Cisco buys Reactivity: A $135m reboot for AON

Reactivity, a hardware XML gateway vendor,…

has been snapped up by Cisco for what seems like a seriously large amount of money. Following on from IBM’s acquisition of DataPower in 2005 for a similarly large amount of money, it is clear that a high stakes game is being played here. High stakes because in both cases it would appear that the price paid makes little sense on the basis of the revenue these company’s may have been generating from sales.

The game started in 2005, when Cisco made a lot of noise as it launched Application-Oriented Networking (AON), a strategy to make the network smarter by adding functionality previously associated with middleware vendors. Rather than attempt to go straight into competition with the middleware vendors, Cisco correctly identified the enterprise edge (branch offices) as poorly served by existing middleware products. Hence, Cisco talks a lot about the service-oriented network architecture and focuses on the 40% of enterprises which it points out are branch offices. In line with this focus on the wider enterprise network, AON is very much a network virtualisation play. The underlying concept with AON is that you can easily deploy middleware like capabilities close to where you need it as part of your Cisco-based network infrastructure rather than in central hubs which are potentially far from where the functionality is needed.

All good strategic thinking in terms of Cisco’s strengths and an apparent gap in the market. Except that after an initial burst of interest, the buzz around AON disappeared pretty fast: As is reflected by the very fact that I felt the need to explain all of this because I am almost certain that few of the readers of this blog knew anything about AON. (And when I searched for AON on google, Cisco’s AON didn’t even make the first page.) However, this lack of visibility isn’t just about marketing dollars, it seems clear that commercially AON has simply not done what it hoped to do.

Which brings us back to the Reactivity announcement: Reactivity’s XML firewall and traffic monitoring technology will clearly help bolster (and quite possibly replace) AON’s existing technology.  And given AON’s focus, I don’t see this acquisition as particularly related to the mainstream SOA (or Web2.0) market as some commentators have suggested.

More fundamentally, I really don’t see that it will make much difference to the success of AON commercially in the short to medium term. This is simply because I struggle to see this market growing much for a number of years (5+). The primary reason I see the market so far out is that focusing on branches seems like a good idea, but it is a bit like focusing on the SME market: The reason why both are generally ignored by vendors is because branches like SMEs have less money and less ability to handle new technology: Branches simply don’t get the attention from the centre which has the power to allocate the budget required to buy this stuff and staff necessary to deploy it.

All of which means that if Cisco see this as a long term play in which Reactivity could be a stepping stone, well and good.  However if this is really meant to accelerate AON’s commercial success, expect another acquisition within a year as Cisco try again to reboot AON.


Reproduce the entries exactly and omit the pictures.

☆ ☆ ☆ ☆ ☆ ☆ ☆

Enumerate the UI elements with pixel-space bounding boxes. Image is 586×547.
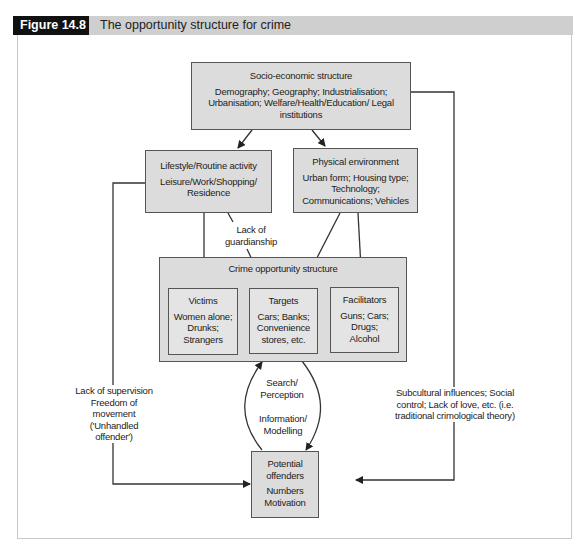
physical-environment-box: Physical environment Urban form; Housing… [293, 148, 418, 213]
label-lack-of-guardianship: Lack of guardianship [225, 224, 277, 247]
socio-economic-body: Demography; Geography; Industrialisation… [192, 86, 410, 121]
label-information-modelling: Information/ Modelling [255, 413, 311, 436]
lifestyle-box: Lifestyle/Routine activity Leisure/Work/… [145, 150, 272, 213]
physical-environment-title: Physical environment [294, 156, 417, 168]
arrow-guardianship-to-targets [228, 213, 233, 222]
label-lack-of-supervision: Lack of supervision Freedom of movement … [70, 385, 158, 443]
arrow-socio-to-lifestyle [238, 130, 252, 148]
physical-environment-body: Urban form; Housing type; Technology; Co… [294, 172, 417, 207]
crime-opportunity-structure-title: Crime opportunity structure [160, 263, 406, 275]
lifestyle-body: Leisure/Work/Shopping/ Residence [146, 176, 271, 199]
label-search-perception: Search/ Perception [258, 377, 306, 400]
socio-economic-title: Socio-economic structure [192, 70, 410, 82]
arrow-offenders-to-structure [245, 362, 262, 450]
lifestyle-title: Lifestyle/Routine activity [146, 160, 271, 172]
victims-body: Women alone; Drunks; Strangers [169, 311, 237, 346]
facilitators-box: Facilitators Guns; Cars; Drugs; Alcohol [330, 287, 399, 353]
arrow-socio-to-physical [312, 130, 325, 146]
targets-body: Cars; Banks; Convenience stores, etc. [250, 311, 317, 346]
facilitators-body: Guns; Cars; Drugs; Alcohol [331, 310, 398, 345]
label-subcultural-influences: Subcultural influences; Social control; … [392, 387, 518, 422]
targets-title: Targets [250, 295, 317, 307]
potential-offenders-body: Numbers Motivation [252, 485, 318, 508]
facilitators-title: Facilitators [331, 294, 398, 306]
victims-box: Victims Women alone; Drunks; Strangers [168, 288, 238, 355]
potential-offenders-box: Potential offenders Numbers Motivation [251, 451, 319, 518]
arrow-structure-to-offenders [302, 361, 321, 450]
targets-box: Targets Cars; Banks; Convenience stores,… [249, 288, 318, 354]
socio-economic-box: Socio-economic structure Demography; Geo… [191, 62, 411, 130]
potential-offenders-title: Potential offenders [252, 458, 318, 481]
victims-title: Victims [169, 295, 237, 307]
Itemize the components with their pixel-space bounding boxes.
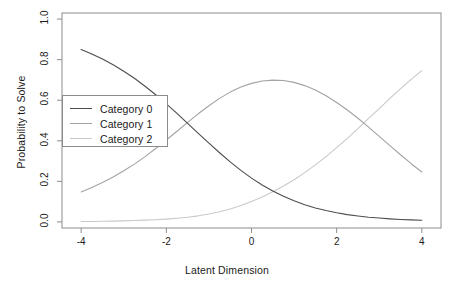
legend-line-icon	[70, 138, 92, 139]
legend-item-label: Category 1	[100, 118, 152, 130]
legend-item-2: Category 2	[63, 131, 169, 146]
legend-line-icon	[70, 108, 92, 109]
y-tick-label: 1.0	[39, 0, 50, 38]
y-tick-label: 0.2	[39, 160, 50, 200]
x-tick-label: 2	[317, 236, 357, 247]
legend-item-label: Category 0	[100, 103, 152, 115]
legend-item-1: Category 1	[63, 116, 169, 131]
y-tick-label: 0.6	[39, 79, 50, 119]
legend-item-0: Category 0	[63, 101, 169, 116]
x-tick-label: -4	[61, 236, 101, 247]
x-tick-label: 0	[232, 236, 272, 247]
x-tick-label: 4	[402, 236, 442, 247]
chart-legend: Category 0Category 1Category 2	[62, 95, 168, 147]
y-axis-title: Probability to Solve	[15, 47, 27, 197]
x-tick-label: -2	[146, 236, 186, 247]
legend-item-label: Category 2	[100, 133, 152, 145]
y-tick-label: 0.0	[39, 200, 50, 240]
chart-figure: Latent Dimension Probability to Solve -4…	[0, 0, 454, 289]
x-axis-title: Latent Dimension	[0, 264, 454, 276]
y-tick-label: 0.8	[39, 38, 50, 78]
legend-line-icon	[70, 123, 92, 124]
y-tick-label: 0.4	[39, 119, 50, 159]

☆ ☆ ☆ ☆ ☆ ☆ ☆

RESULT OF THE EXERCISE —
Enumerate the UI elements with pixel-space bounding boxes. Image is 586×547.
physical-environment-box: Physical environment Urban form; Housing… [293, 148, 418, 213]
label-lack-of-guardianship: Lack of guardianship [225, 224, 277, 247]
socio-economic-body: Demography; Geography; Industrialisation… [192, 86, 410, 121]
label-information-modelling: Information/ Modelling [255, 413, 311, 436]
lifestyle-box: Lifestyle/Routine activity Leisure/Work/… [145, 150, 272, 213]
physical-environment-title: Physical environment [294, 156, 417, 168]
arrow-guardianship-to-targets [228, 213, 233, 222]
label-lack-of-supervision: Lack of supervision Freedom of movement … [70, 385, 158, 443]
arrow-socio-to-lifestyle [238, 130, 252, 148]
physical-environment-body: Urban form; Housing type; Technology; Co… [294, 172, 417, 207]
crime-opportunity-structure-title: Crime opportunity structure [160, 263, 406, 275]
lifestyle-body: Leisure/Work/Shopping/ Residence [146, 176, 271, 199]
label-search-perception: Search/ Perception [258, 377, 306, 400]
socio-economic-title: Socio-economic structure [192, 70, 410, 82]
arrow-offenders-to-structure [245, 362, 262, 450]
lifestyle-title: Lifestyle/Routine activity [146, 160, 271, 172]
victims-body: Women alone; Drunks; Strangers [169, 311, 237, 346]
facilitators-box: Facilitators Guns; Cars; Drugs; Alcohol [330, 287, 399, 353]
arrow-socio-to-physical [312, 130, 325, 146]
targets-body: Cars; Banks; Convenience stores, etc. [250, 311, 317, 346]
facilitators-body: Guns; Cars; Drugs; Alcohol [331, 310, 398, 345]
label-subcultural-influences: Subcultural influences; Social control; … [392, 387, 518, 422]
targets-title: Targets [250, 295, 317, 307]
potential-offenders-body: Numbers Motivation [252, 485, 318, 508]
facilitators-title: Facilitators [331, 294, 398, 306]
victims-box: Victims Women alone; Drunks; Strangers [168, 288, 238, 355]
potential-offenders-box: Potential offenders Numbers Motivation [251, 451, 319, 518]
arrow-structure-to-offenders [302, 361, 321, 450]
targets-box: Targets Cars; Banks; Convenience stores,… [249, 288, 318, 354]
socio-economic-box: Socio-economic structure Demography; Geo… [191, 62, 411, 130]
potential-offenders-title: Potential offenders [252, 458, 318, 481]
victims-title: Victims [169, 295, 237, 307]
Itemize the components with their pixel-space bounding boxes.
legend-line-icon	[70, 138, 92, 139]
legend-item-label: Category 1	[100, 118, 152, 130]
legend-item-2: Category 2	[63, 131, 169, 146]
legend-line-icon	[70, 108, 92, 109]
y-tick-label: 1.0	[39, 0, 50, 38]
y-tick-label: 0.2	[39, 160, 50, 200]
x-tick-label: 2	[317, 236, 357, 247]
legend-item-label: Category 0	[100, 103, 152, 115]
legend-item-1: Category 1	[63, 116, 169, 131]
y-tick-label: 0.6	[39, 79, 50, 119]
legend-item-0: Category 0	[63, 101, 169, 116]
x-tick-label: -4	[61, 236, 101, 247]
x-tick-label: 0	[232, 236, 272, 247]
x-tick-label: 4	[402, 236, 442, 247]
chart-legend: Category 0Category 1Category 2	[62, 95, 168, 147]
y-axis-title: Probability to Solve	[15, 47, 27, 197]
x-tick-label: -2	[146, 236, 186, 247]
legend-item-label: Category 2	[100, 133, 152, 145]
y-tick-label: 0.0	[39, 200, 50, 240]
chart-figure: Latent Dimension Probability to Solve -4…	[0, 0, 454, 289]
x-axis-title: Latent Dimension	[0, 264, 454, 276]
y-tick-label: 0.8	[39, 38, 50, 78]
legend-line-icon	[70, 123, 92, 124]
y-tick-label: 0.4	[39, 119, 50, 159]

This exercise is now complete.